It had an echo of Nicholas Sparks to it, but it was real life, and the story went viral: an Ohio couple married for 73 years died just 28 hours apart.
Reporters across the globe culled bits of Hollywood drama from the marriage, chronicling a young Joseph Auer surviving the horrors of D-Day and missing the birth of his second child. He and his wife, Helen, enduring financial hardship as they raised 10 children.
When Helen passed away in their Cincinnati condo on a quiet Wednesday evening last October, 100-year-old Joe kissed his wife and whispered, “Mama, call me home.”
She honored his request promptly.
But the part that wasn’t reported, the part that the Catholic reader might have sniffed out based on the names, the location or the family size, was the Catholic faith that undergirded Helen and Joe’s union. It was like oatmeal, giving them sustenance. It was like a full daily planner, lending them purpose. It was like star dust, offering them hope.
Helen and Joe combatted stresses — a night job, farm chores, miscarriages, never-ending diaper wringing, Catholic-school tuition — with Mass, weekly confession and nightly rosary. All the kids knew of Helen’s devotion to Elizabeth Ann Seton, whom she petitioned fiercely when her firstborn contracted spinal meningitis as a boy.
“They always put God first,” said Mary Jo Reiners, the Auers’ fifth child. “That’s one of the things I’ll take away from their marriage.”
They weren’t particularly demonstrative, but the kids never doubted their parents’ commitment. It was visible in the little ways they cared for each other and the tender nicknames they used; he called her “Helen Baby,” and she called him “Daddy.”
Their legacy includes 16 grandchildren, 29 great-grandchildren and one great-great-grandchild. A second great-great grandchild is due this month.
Reflecting on what it means to inherit and honor that legacy is a weighty matter, said Joe Bianco Jr., a 35-year-old mortgage loan officer and the firstborn of Joe and Helen’s sixth child, Jeanne.
“I’m trying to instill the same values,” said Joe Jr., a father of three.
But sometimes the gulf between his grandparents’ way of life, with its simplicity and nobility, and his 21st-century grind feels unbridgeable. His grandpa risked his life in World War II; Joe Jr. is waging iPad wars among the kids in the living room.
He remembers his grandpa reading the Cincinnati Enquirer with a magnifying glass and referring to the TV as “the idiot box.”
These days, Joe Jr. finds himself repeating the parental mandates he grew up with: work hard, finish your meal, say please, go to church. His kids attend a Catholic school and attend Mass, as a family, every week. He and his wife, Missy, were married in the same church as his parents and his late grandparents. He hopes the sacrament and setting can have the same effect on his 12-year marriage as it did on their 73-year one.
Their back-to-back deaths deepens his trust in God. “It just proves that God truly has a plan for all of us,” Joe Jr. said. “He had it all mapped out.”
His big-picture thoughts about honoring his grandparents are tinged with New Year’s resolve. The goal for 2015, he says: power off the iPhone and spend more time with his family. He may still have to log 55-hour work weeks, but once he’s home, he wants to be available to play with his 11-year-old son or read “Pete the Cat” to his 4-year-old daughter.
“My kids are growing up quickly,” he said. “Maybe I’ve already missed some things, but I don’t want to miss any more.”
Christina Capecchi is a freelance writer from Inver Grove Heights, Minn., and editor of SisterStory.org, the official website of National Catholic Sisters Week.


=== Task details ===
The task calls for an exact retyping of the lines from the one holding "Chart <element>person</element> bounding box." through the end of the listing, with pictures omitted and nothing added.

=== Data to process ===

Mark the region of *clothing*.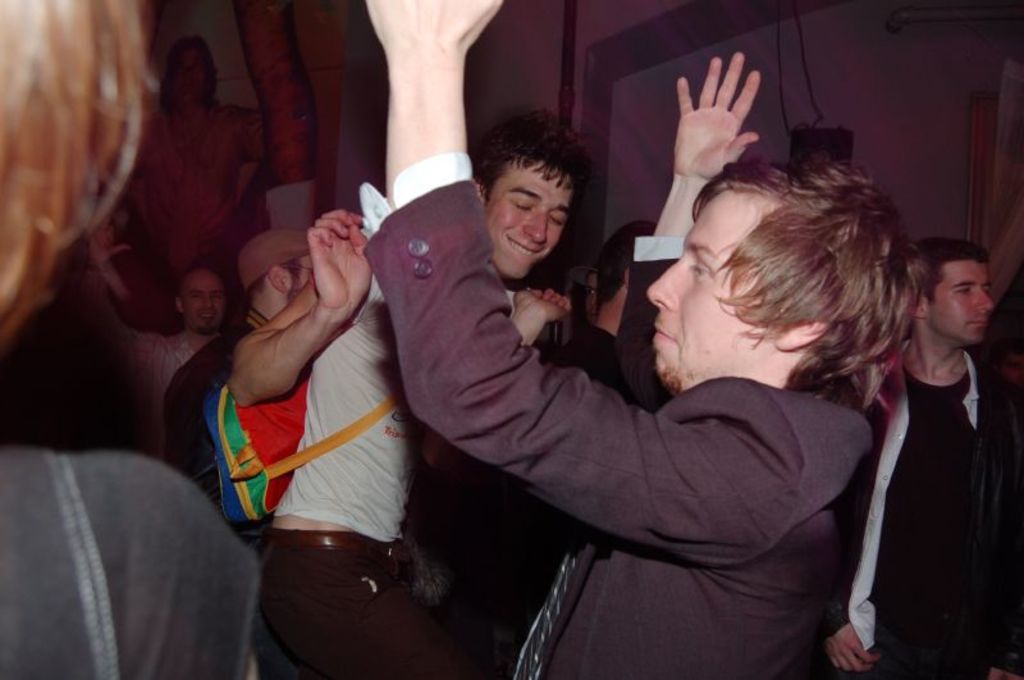
Region: bbox=(275, 245, 525, 544).
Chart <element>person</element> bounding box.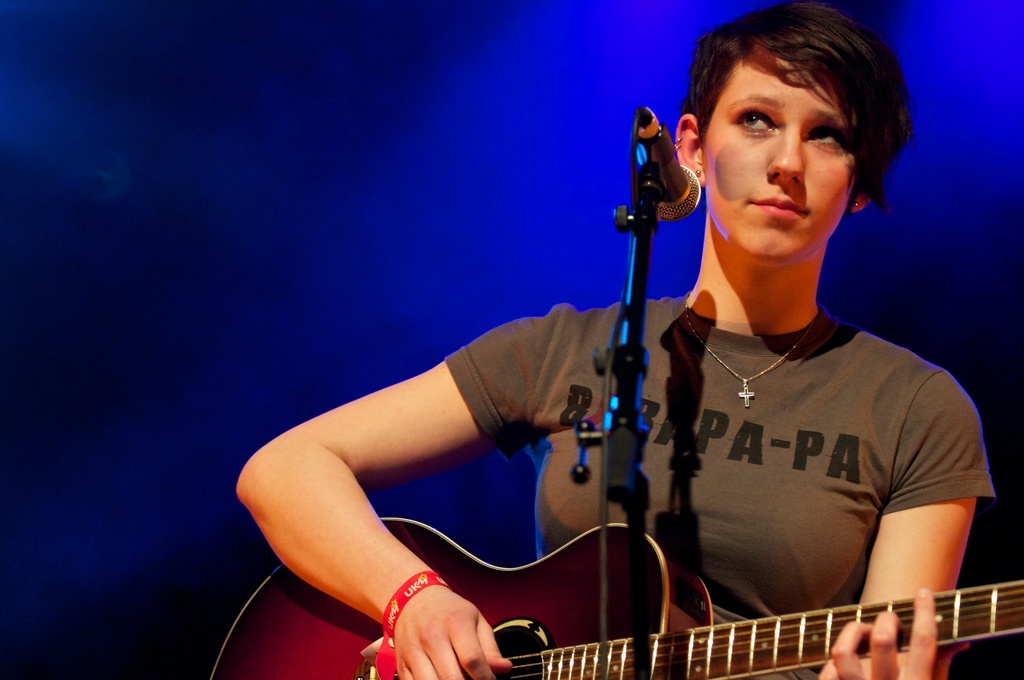
Charted: BBox(309, 65, 934, 669).
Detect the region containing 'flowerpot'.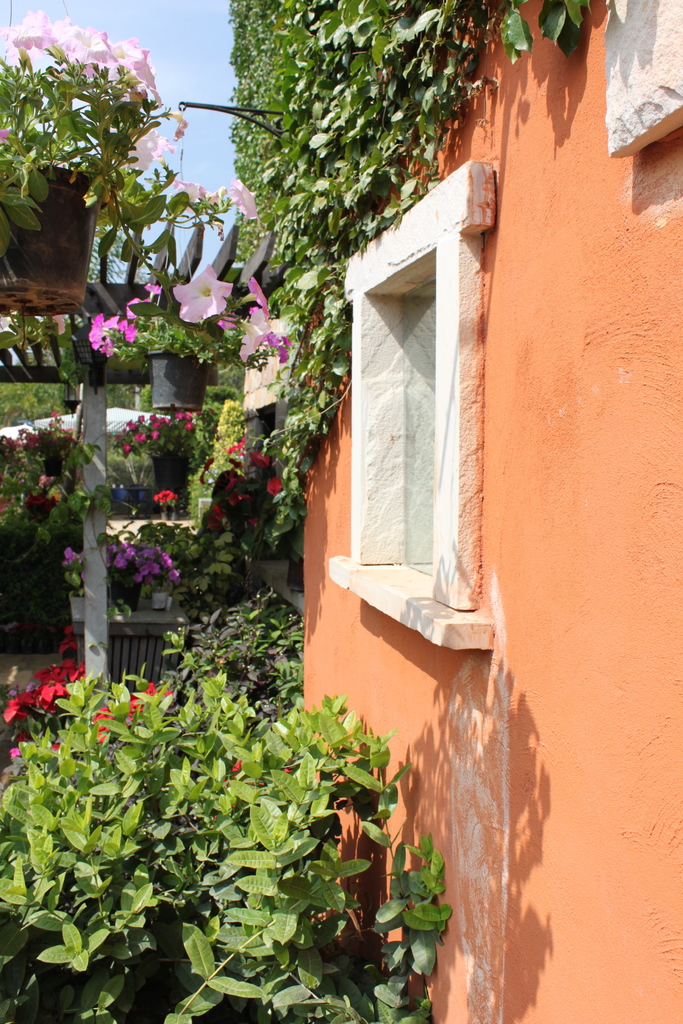
<region>146, 341, 212, 416</region>.
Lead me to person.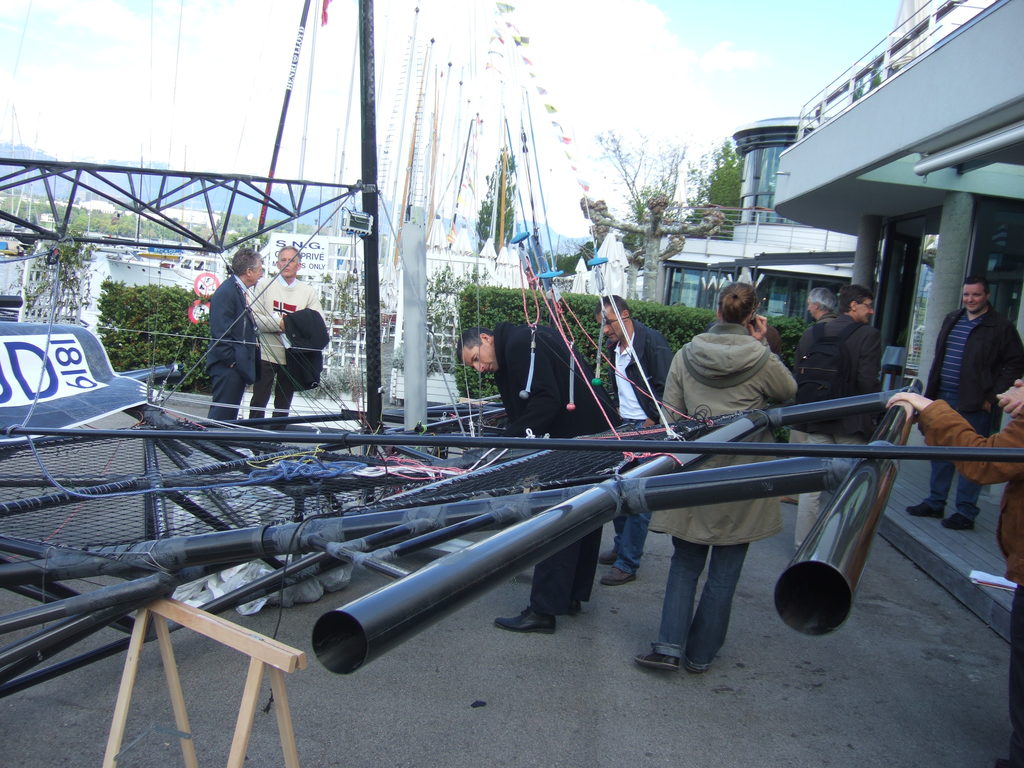
Lead to 801:278:886:519.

=== Task answer ===
Chart <element>person</element> bounding box.
Charted: BBox(309, 65, 934, 669).
Detect the region containing 'flowerpot'.
<region>146, 341, 212, 416</region>.
Lead me to person.
Lead to 801:278:886:519.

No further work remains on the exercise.